The minimal MCP integration

If you're building the server, the Apps SDK asks for three capabilities, and they map cleanly onto MCP. List tools so the model can see what's available. Call tools, where the model selects one and issues a call_tool request. And, optionally, return widgets — alongside the structured result you return an embedded resource the Apps SDK renders inline. The first two are vanilla MCP; the third is the MCP Apps UI extension that ChatGPT and Claude are both converging on. So a well-built MCP server is most of the way to being a ChatGPT app already.

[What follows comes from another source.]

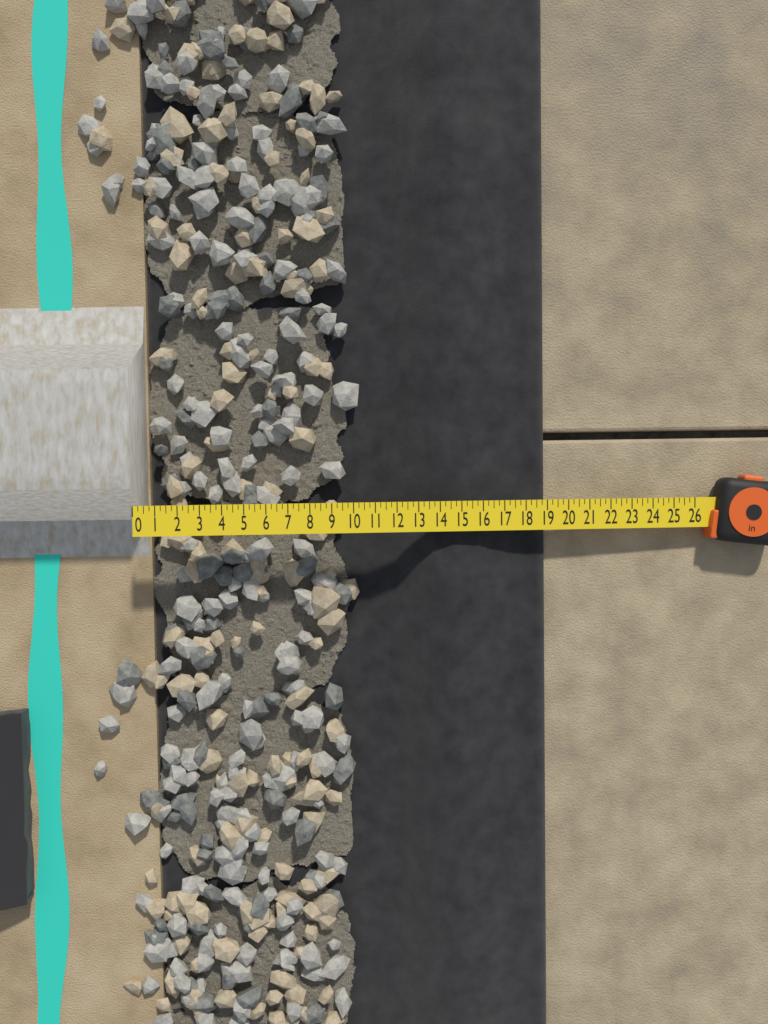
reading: 19.00 in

Connecting one via Developer Mode

To attach your own server, you enable Developer Mode in ChatGPT's settings, which exposes the ability to add an MCP server as an app — pointing at a remote, OAuth-protected endpoint rather than a local stdio command. That's the key difference from a desktop client: ChatGPT is cloud-side, so it talks to remote servers over HTTP, not processes spawned on your machine. If your server only runs locally today, you'll need to host it and expose an authenticated URL before ChatGPT can reach it — the same hosted, OAuth shape vendors like GitHub and Stripe ship.

How it differs from Claude and Cursor

The mental model is consistent across all three, but the plumbing differs. Claude Desktop and Cursor happily launch local servers over stdio from a config file; ChatGPT leans on remote connectors. That means hosting and auth matter more from day one — see private MCP server hosting and token passthrough prevention. For a side-by-side of the desktop clients, read Claude Desktop vs Cursor vs Windsurf.

Going further

The takeaway: building a clean, remote, OAuth-secured MCP server now buys you Claude, Cursor and ChatGPT from one codebase. Start from what is an MCP server and build your first MCP server in Node.js, then publish it to the official registry. Browse ready picks in best MCP servers for Claude Desktop or grab a loadout.

Loadout

Build your AI agent loadout

The directory of MCP servers and AI agents that actually work. Pick the right loadout for Slack, Postgres, GitHub, Figma and 20+ integrations — with install commands ready to paste into Claude Desktop, Cursor or your own stack.

© 2026 Loadout. Built on Angular 21 SSR.